Tuesday, January 19, 2010

of emptiness, of fullness perfectly contained

One week into The Post and I’m already behind. Insert comment on Miriam-lateness here.
Ok, here’s a real-life conversation from last week…
Me: I was supposed to be born in mid-October, so I was a few days early.
Allison: You? Early?! I guess it happened that one time aaaand it’s never happened since! (buh dum chh)

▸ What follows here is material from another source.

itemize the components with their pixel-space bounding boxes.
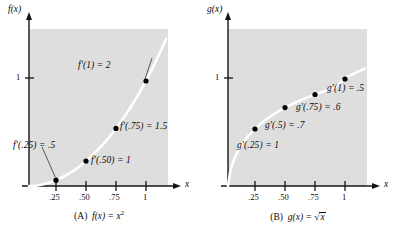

I didn’t post on Monday, as promised, because I was sick and still went to work. Bad move. I’m paying for it now. I dragged myself to a clinic this afternoon to find out what's wrong (I've been sick three times in four weeks; turns out I have a sinus infection and an ear infection) and then I went on a quest for the ultimate medicine: Matzah ball soup.
Whenever I'm sick, all I want is chicken soup. My dad sent me a bunch of Hanukkah presents last month, including a gift card for a delicatessen in Tenleytown, so I managed to get carry-out today. I cashed in big-time--two containers of matzah ball soup, a turkey melt, an everything bagel, blintzes, rugelach, and a Dr. Brown’s cream soda. Now I have enough food to last me through the weekend--and hopefully through this illness.
So my question for you is: What are your favorite comfort foods??! And why? (This seems like the kind of question my roommate would like. She's moving out tomorrow and it’s going to get lonely around here!!)
My comfort foods are:
*Mom’s chicken soup with acini di pepe
*Mom’s polenta with spicy Italian sausage
*Mom’s roast beef and mashed potatoes
*Mom’s cornbread and Irish soda bread
*Mom’s oatmeal (notice a trend here?)
*Chinese food--onion pancakes, rou chuan, guan guan mien from Tai Dong, etc.
*And of course, kreplach or matzah ball soup
Comfort foods remind us of where we're from... So what are your favorites?

This poem has been one of my favorites since Mrs. Greenbaum’s Advanced Writing class senior year. It was a great class--probably my favorite at Groves. We wrote a lot. We read a lot--both poetry and prose--and I knew I loved Mrs. Greenbaum when we read a short story by Charlie Baxter, who was my mom’s professor in college. Emily, Caitlyn, Kate, and I were in the class together, which gives me the warm fuzzies because Caitlyn and I had brunch in Woodley last week, and almost exactly a year ago, Emily and I were in Southeast Asia.
I like the simplicity of this poem and how everyday it is--like a snapshot out of Alan Dugan’s life. It makes me think of Edward Hopper’s Nighthawks and of being in New York--one of the places I'm from, in a way.
And most of all, as a perpetually-late Libra, I like the imperfect metaphor of perfect balance.


Closing Time at the Second Avenue Deli
--Alan Dugan

This is the time of night at the delicatessen
when the manager is balancing
a nearly empty ketchup bottle
upside-down on a nearly full ketchup bottle
and spreading his hands slowly away
from the perfect balance like shall I say
a priest blessing the balance, the achievement
of perfect emptiness, of perfect fullness? No,
this is a kosher delicatessen. The manager
is not like. He is not like a priest,
he is not even like a rabbi, he
is not like anyone else except the manager
as he turns to watch the waitress
discussing the lamb stew with my wife,
how most people eat the whole thing,
they don’t take it home in a container,
as she mops up the tables, as the
cashier shall I say balances out? No. The computer does all that. This
is not the time for metaphors. This is the time
to turn out the lights, and yes,
imagine it, those two ketchup bottles
will stand there all night long
as acrobatic metaphors of balance,
of emptiness, of fullness perfectly contained,
of any metaphor you wish unless
the manager snaps his fingers at the door,
goes back, and separates them for the night
from that unnatural balance, and the store goes dark
as my wife says we should take a cab
or walk, the stew is starting to drip already.
Shall I say that the container can not
contain the thing contained anymore? No.
Just that the lamb stew is leaking all across town
in one place: it is leaking on the floor of the taxi-cab,
and that somebody is going to pay for this ride.